Facing deterioration in the quality of life in New Mexico, the New Mexico legislature seemed to proceed this session as though only marginal issues needed attention. Republicans, reduced by their small numbers to irrelevance, spent time railing against largely symbolic measures on gun control and carbon emissions. Predictably, they were outraged by a bill requiring a 14-day waiting period for gun purchases, and another forbidding guns to enter voting centers.
However you might feel about gun control, will these measures, if passed, significantly reduce the chances of another mass shooting in NM? Will they, if passed, seriously erode our constitutional rights to possess a gun or reduce the alarmingly high crime rate? Will the clean fuel standards bill, if passed into law, really raise gasoline prices 50 cents or cut carbon emissions enough to show up in national statistics?

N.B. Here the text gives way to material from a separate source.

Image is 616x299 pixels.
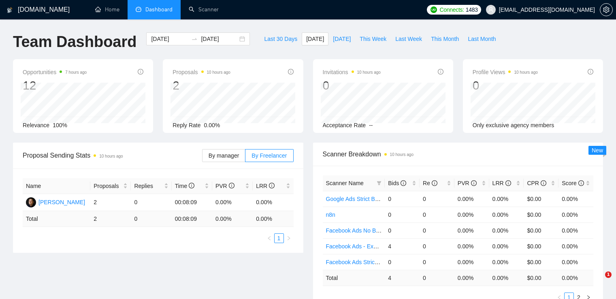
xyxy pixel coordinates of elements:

Does it make a difference if a 180-day calendar for all school kids is mandated, instead of allowing rural communities to maintain the same total number of teaching hours on a four-day schedule? Will the 180-day mandate affect the achievement scores of students enough to lift the state from 50th?
This session the ship of state, viewed from the legislative deck, felt like the officers spent more time fixing leaky faucets than on the bridge. The dinner menu was upgraded, the railings were painted, the wine was tasty, and the flower arrangements looked great. But the hull kept taking on water and the ship continued to sink.
Dr. Jose Garcia is a former university professor, former New Mexico Secretary of Higher Education and a political analyst for the Rio Grande Sun. During the legislative session he stalks the Roundhouse halls looking for “light” in the darkness of policy making.